Segment Start: Data under study

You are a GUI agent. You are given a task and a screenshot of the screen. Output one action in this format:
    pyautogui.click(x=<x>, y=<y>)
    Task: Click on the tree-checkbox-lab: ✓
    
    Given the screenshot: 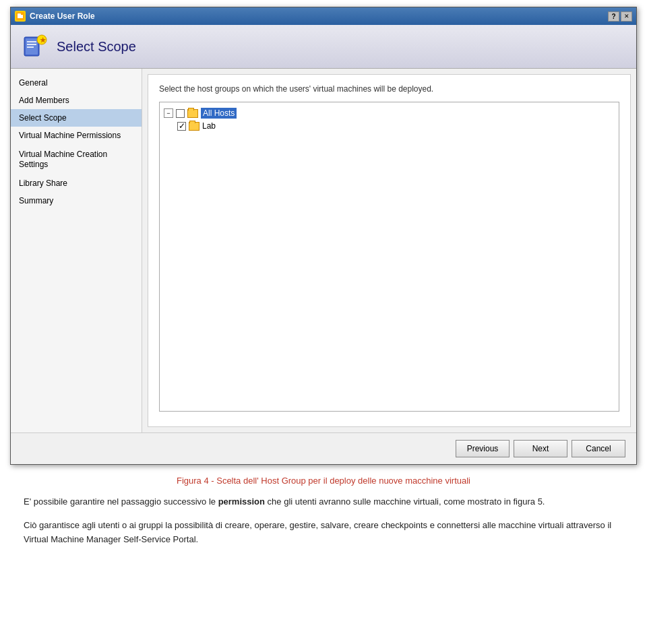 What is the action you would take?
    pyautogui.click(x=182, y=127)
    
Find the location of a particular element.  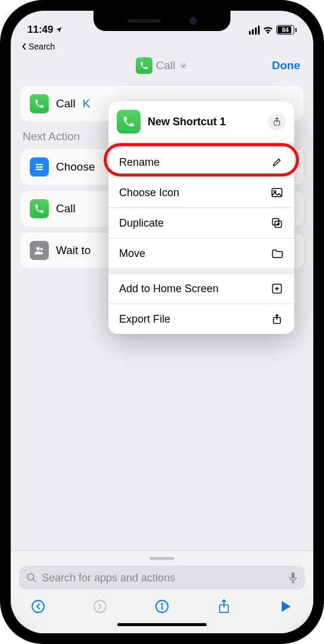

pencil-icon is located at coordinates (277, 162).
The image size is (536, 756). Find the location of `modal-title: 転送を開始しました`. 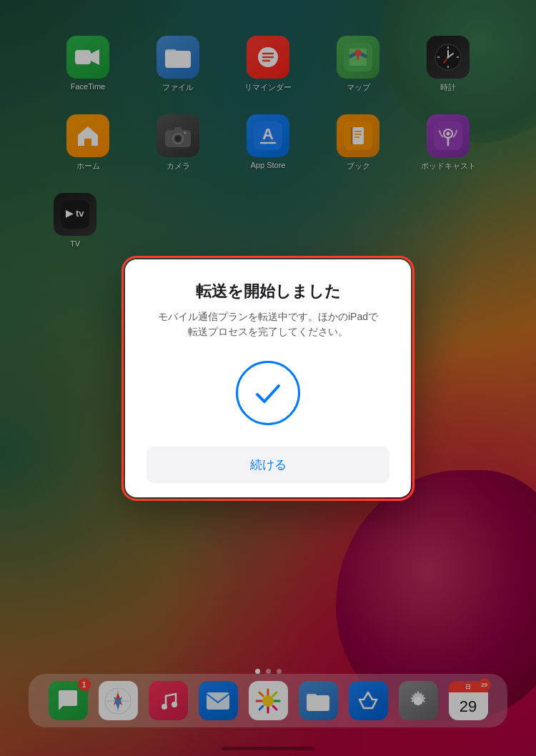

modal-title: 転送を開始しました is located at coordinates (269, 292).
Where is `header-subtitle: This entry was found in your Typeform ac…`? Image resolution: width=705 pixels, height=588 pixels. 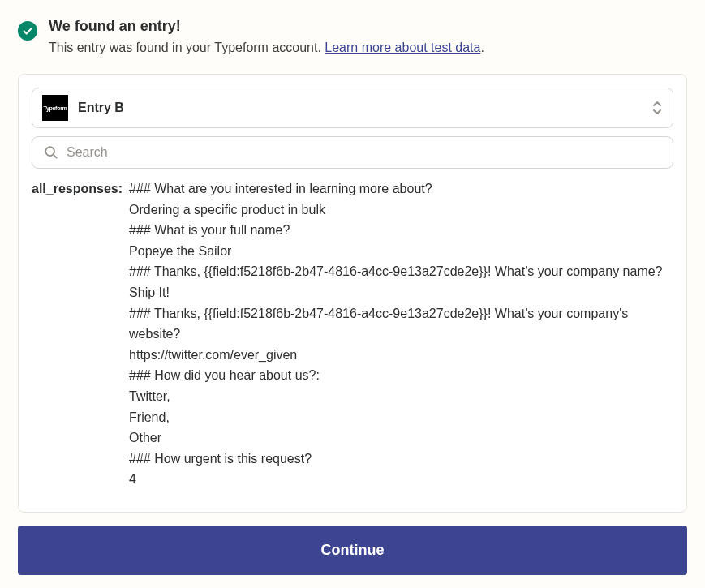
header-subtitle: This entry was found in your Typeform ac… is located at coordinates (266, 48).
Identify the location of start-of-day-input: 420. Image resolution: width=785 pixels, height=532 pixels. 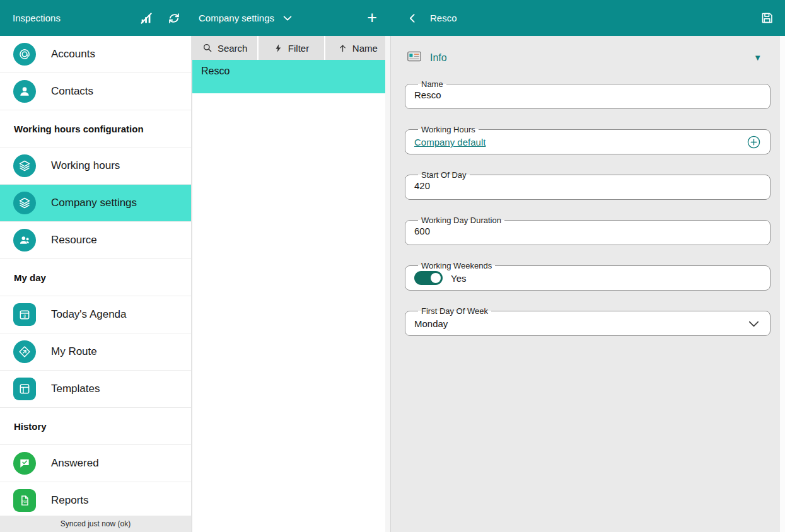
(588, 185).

Segment End: Data under study
Segment Start: Data under study

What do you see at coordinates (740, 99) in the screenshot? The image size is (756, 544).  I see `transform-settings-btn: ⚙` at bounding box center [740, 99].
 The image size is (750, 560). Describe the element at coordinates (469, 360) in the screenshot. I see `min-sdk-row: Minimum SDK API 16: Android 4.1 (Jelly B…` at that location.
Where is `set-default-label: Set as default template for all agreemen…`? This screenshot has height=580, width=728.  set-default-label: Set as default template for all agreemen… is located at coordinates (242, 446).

Segment End: Data under study

Aim of the exercise: Wherever the line holding "You are a GUI" falls in the entries above, copy exactly from it through the line holding "Task: Click on the tree-checkbox-lab: ✓", inclusive, and add nothing.

Answer for the task:
You are a GUI agent. You are given a task and a screenshot of the screen. Output one action in this format:
    pyautogui.click(x=<x>, y=<y>)
    Task: Click on the tree-checkbox-lab: ✓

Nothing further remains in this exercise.